On October 13, the United Nations General Assembly appointed Antonio Guterres as the next UN secretary-general. When the former prime minister of Portugal and high commissioner for refugees begins his term in January 2017, he will face a world of increasing climate and security crises. In a Wilson Center NOW interview and op-ed for The Daily Climate, Wilson Fellows Ruth Greenspan Bell and Sherri Goodman express optimism in Guterres’ ability to address these interconnected challenges and provide insight on the role of institutions like the United Nations in fighting climate change.
While the United Nations is not the only leader on climate change, it remains the best hope for global mobilization, as evidenced by the successful adoption of the Paris climate agreement in December 2015. “A Secretary who understands the security implications of a changing climate can lead the way to thread climate and its consequences into everything else the UN does,” write Bell and Goodman, “both to push hard for greenhouse gas reductions and to address the self-described ‘truth’ articulated by President Obama, ‘that many nations have contributed little to climate change but will be the first to feel its most destructive effects.’”
The next big challenges for Guterres are the refugee crisis and water, which is the “frontline of climate change,” says Goodman. The breakdown in Syria and incredible displacement of people demonstrates how climate change-induced water scarcity can create competition over resources, exacerbate other problems in a society, and leave a void for militant and terrorist groups to emerge.
Bell says that Guterres is well aware of the destabilizing nature of climate change and its ability to exacerbate conflict. While he was the high commissioner for refugees, Guterres spoke to the Security Council about the central role of climate change in future peace and security challenges.
Guterres’ background and advocacy on behalf of climate change and displacement are good signs, but slowing climate change and blunting its impacts will require more than the United Nations. More collaboration between the public and private sectors is key. “It’s not any single government, and it’s not just government alone,” says Goodman.
There is reason to hope that such multilateral collaborations can work. The Paris Agreement was ratified and went into effect in record time, and during the same week as Guterres’ appointment, almost 200 countries agreed to amend the Montreal Protocol to phase out the use of harmful hydrofluorocarbons, which are responsible for about eight percent of climate-changing emissions.
Such agreements are imperative to building trust between key stakeholders and showing that change is possible, says Bell. Perhaps progress does not look like unilateral action and agreement on all issues, but focusing on shared interests, “trying to find avenues and places where you can solve specific problems.”
At their June summit, G7 leaders pledged to develop long-term low-carbon strategies and phase out fossil fuels by the end of the century. They agreed on a global target for limiting the rise in average global temperatures to a maximum of 2 degrees over pre-industrial levels.
Between 2007 and 2014, social unrest erupted across the globe.

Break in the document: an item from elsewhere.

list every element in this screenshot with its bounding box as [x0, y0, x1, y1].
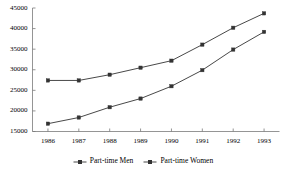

In Tunisia, Egypt, Syria, Yemen, Greece, Spain, Turkey, Brazil, Thailand, Bosnia, Venezuela and Ukraine people took to the streets to protest against their governments. These protests had one factor in common: discontent with the government and underlying tensions were exacerbated by dramatic increases in food prices.
Syria is a warning sign of the crises to come. It gives us an important lesson on the links between livelihood insecurity, climate change and fragility. However, most of the reporting on the current crisis focuses on the violence and the extent of destruction. While this kind of reporting is important as it can keep the crisis on the political agenda and hopefully spur action to decrease human suffering and find solutions to the conflicts, it does not provide us with a deep understanding of how the crisis emerged in the first place and thus misses some key points which might help us prevent the next crisis from happening.
In 2011 Thailand was hit by unprecedented monsoon rains far above the average rainfall of the previous 30 years. Two million people across 26 provinces were affected. During the crisis, hundreds of civilians took it to the streets to protest discrimination by the Flood Response Operation Centre and the unfair distribution of water, electricity supply, shelter and food. Civilians were so angry that they broke a sandbag wall in Bangkok which was protecting a wealthy district from water surges. Public unrest and discontent with the government continued until a military coup in 2013.